Professor Laurel E. Fletcher is a clinical professor of law at the University of California, Berkeley, School of Law where she directs the International Human Rights Law Clinic. Her areas of interest include international criminal law, international human rights, and transitional justice. She has conducted empirical studies on the impacts of mass violence on communities. Professor Fletcher has two decades of experience advising nongovernmental organizations and civil society groups on legal strategies to pursue justice for victims of international crimes. She has advocated on behalf of victims of conflict before international criminal tribunals and human rights mechanisms. Professor Fletcher’s recent works include Writing Transitional Justice: An Empirical Evaluation of Transitional Justice Scholarship in Academic Journals, 7 J.HUM. RTS. PRACTICE 177 (2015) (with Harvey M. Weinstein). She has just completed a five-year term as co-EIC of the International Journal of Transitional Justice. She received her undergraduate degree from Brandeis University, is a graduate of the Harvard Law School, and clerked for the Hon. Charles A. Legge, U.S. District Court.

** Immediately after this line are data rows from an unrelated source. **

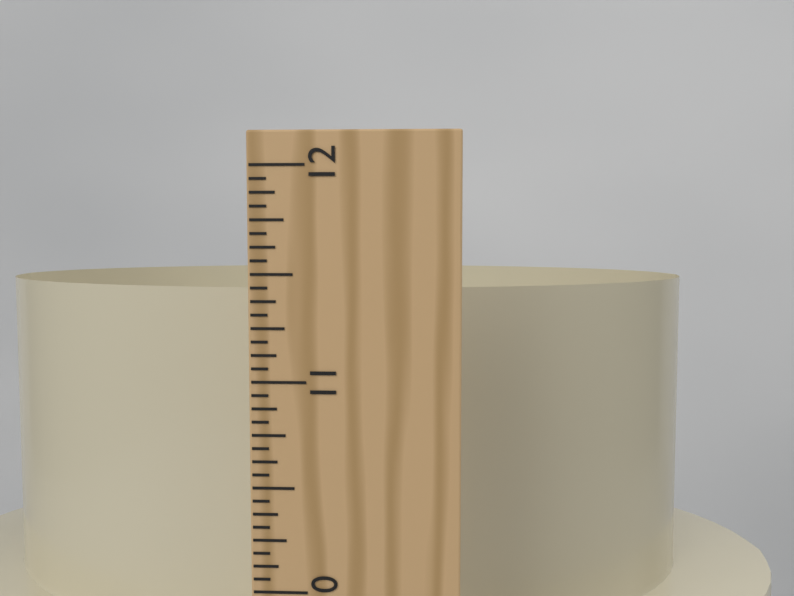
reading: 11.3750 in
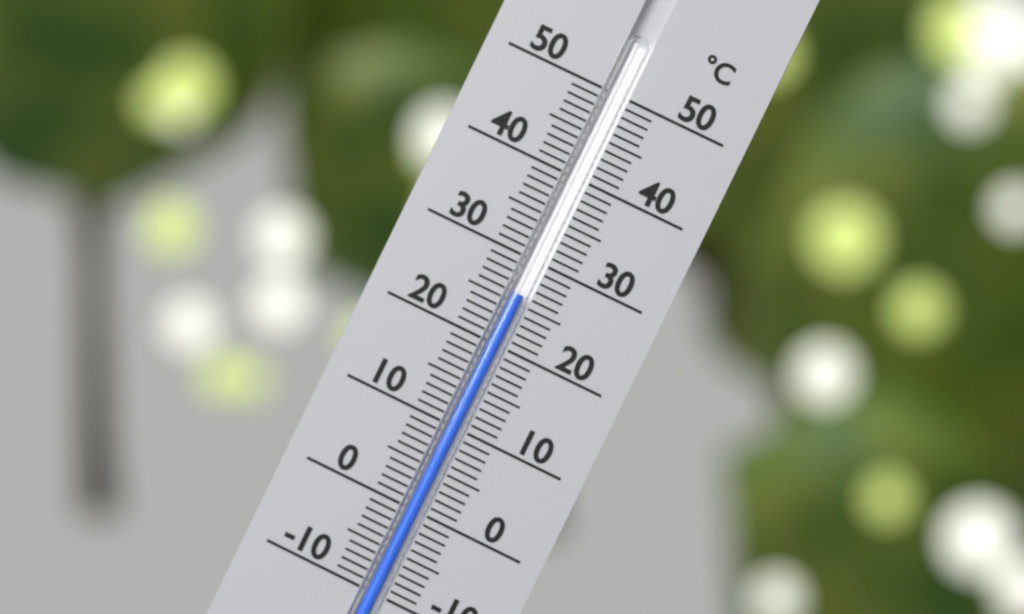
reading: 26 °C
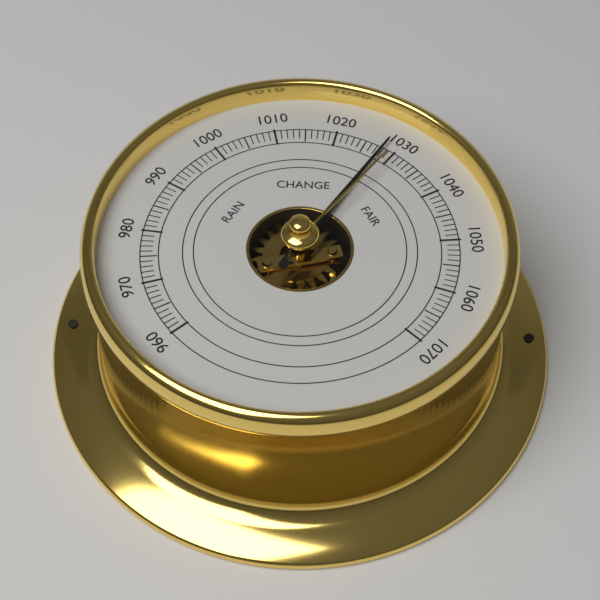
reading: 1028 (no unit)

Lecture summary: If international atrocity crimes are acts so egregious that their impunity cannot be legally tolerated, why don’t we punish states that commit them? The rise of international criminal law is celebrated as an achievement of the international rule of law, yet its advance effectively may come at the expense of holding states accountable for their role in mass violence. Transitional justice has emerged as the dominant normative framework for how the international community responds to mass violence. Liberalism strongly influences transitional justice, which has produced individual criminal accountability as the desired form of legal accountability for atrocities. Transitional justice rejects punishing states for atrocities as illiberal (collective punishment) and illegitimate (lack of positive law). In fact, transitional justice theorization of justice largely ignores legal accountability for states. Without legal accountability, states enjoy moral and legal impunity for their crimes. States escape their legal obligations to repair the injury they cause and to institute reforms that secure a fuller measure of justice and peace. In her talk, Professor Fletcher will discuss her recent research examining how international law and transitional justice have developed conceptually to effectively prevent legal accountability for states that commit atrocity crimes and argue that a new politics of transitional justice is necessary to harness the productive potential of state legal accountability to achieve a fuller measure of international justice. This work will be published in the Fordham International Law Journal.

 

Speaker: Professor Laurel E. Fletcher, University of California, Berkeley

Date: Friday, 12 February 2016

Time: 1pm with sandwiches from 12.30pm

Venue: Finley Library, Lauterpacht Centre, 5 Cranmer Rd, Cambridge


Lauterpacht Centre - Term Lecture Programme and Information »

Numbers are limited so please arrive early to avoid disappointment. Please note the lecture programme is subject to revision without notice.